Grow Up is a series about perspective, and how artist Jake Kimble chooses to view his own histories of being a kid, two-spirited, alive. By excavating a variety of personal archives, including notes from therapy, credit card receipts, and family photos, the artist pieces together a non-linear narrative investigating the act of processing. By layering text directly onto photos, it allows these seemingly familiar adages to take on different meanings depending on the viewer’s state of mind, their true nature being elusive and transfigurative. For Kimble, this act of reflection is a personal ceremony.
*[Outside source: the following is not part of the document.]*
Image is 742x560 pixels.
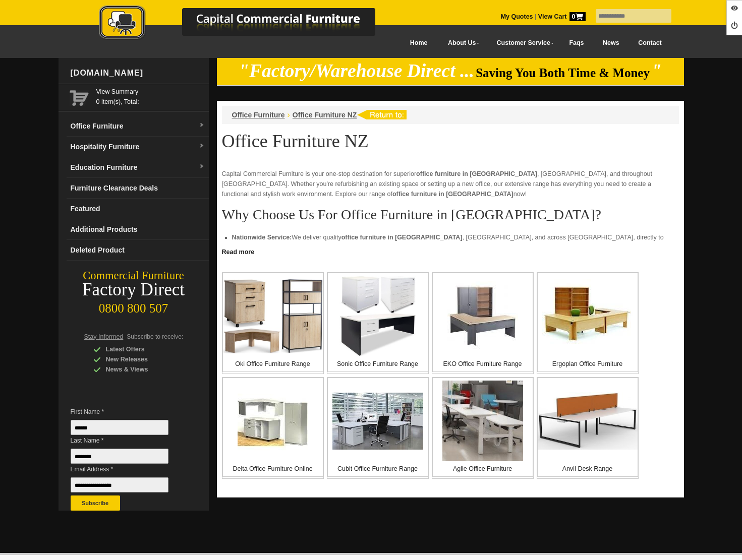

It reflects his maxim that if something is mentionable, it is manageable: a strategy for coexisting with one’s truths and traumas. Doing so in a way that has humour and pathos not only makes it easier, but hopefully extends an invitation for others to do so as well.

Aiden Kirkegaard

Aiden Kirkegaard’s work explores how memories accumulate within domestic space, building upon one another in the same way that painted brushstrokes and colour build layers in a painting. Over the past few years, Kirkegaard’s relationship with home has changed and she has found herself wanting to reconnect with her younger self. Coming out of the pandemic, there is a need to restore imagination and play. These paintings reflect an imagined transitional space that allows someone to enter into a joyful remembered past. The painted abstract spaces provide a space for the viewer to explore, dream, and play so that they too can reconnect with their unencumbered self.

Jacky Lo

Jacky Lo’s silk and paper-based works focus on exploring the production and materiality of silk, linking it to skills, lost histories, and migration of the artist’s family. Like a Moth to a Flame (飞蛾扑火) highlights the complexity of silk as a natural fibre and its extraction and production of the silkworm. Considering the history of silk with Lo’s own, the silk embroidery reimagines the forgotten experiences and skills of Lo’s great-grandmother who was a master embroiderer in China but had to let go of her practice due to the Cultural Revolution. Slow Burn and Mùrè I (Mulberry I, 木热 I) are handmade papers from mulberry leaves that silkworms consume. The burnt marks on the paper emulates the bite marks and immolation of silkworm, representing the lost skill of the artist’s great-grandmother.

Marcie Rohr

The use of layers in artist Marcie Rohr’s work is her way of mimicking transformation in life, as it occurs in unwavering repetition and variety. Occurring incrementally, moment to moment, seemingly invisible, or in the form of sweeping, dramatic change, it seems that existence itself can be summarized as an endless layering of transformations. Rohr’s artistic practice has evolved into a meditation on this continual progression. She paints in acrylics, translucent and fast drying, and their layers slowly build up, sometimes over years. Rohr introduces oil paint, purposely confusing her sense of time, forcing the progression of the work to slow down, until forms that feel right to her emerge. These compositions often hang in a balance between geographical and figurative. The oneness of body and land is a place that Rohr muses on continually, and most of her works are explorations of this intersection.

Aileen Vantomme

Aileen Vantomme is a visual artist, with a recent refocus on ceramics. She works in stoneware solely by hand, using both coil and slab built methods, to create textures and forms heavily influenced by much time spent on the shoreline of Gabriola Island. While walks along the shoreline provided a respite from the pandemic stresses, the discarded shells provided moments to pause and explore the intricacies of the simple life form with touch. This physical connection proved most calming for Vantomme and revealed to her why beach combing is such a popular pastime. New work, inspired by the ubiquitous sea shell, augments traditional clay techniques with custom formulated glazes to embody the shell’s tactile components while conveying the handmade process.  Deposited in a grouping, the vessels are ready for collection and provide an alternative keepsake to the simple moments lost during these last few challenging years.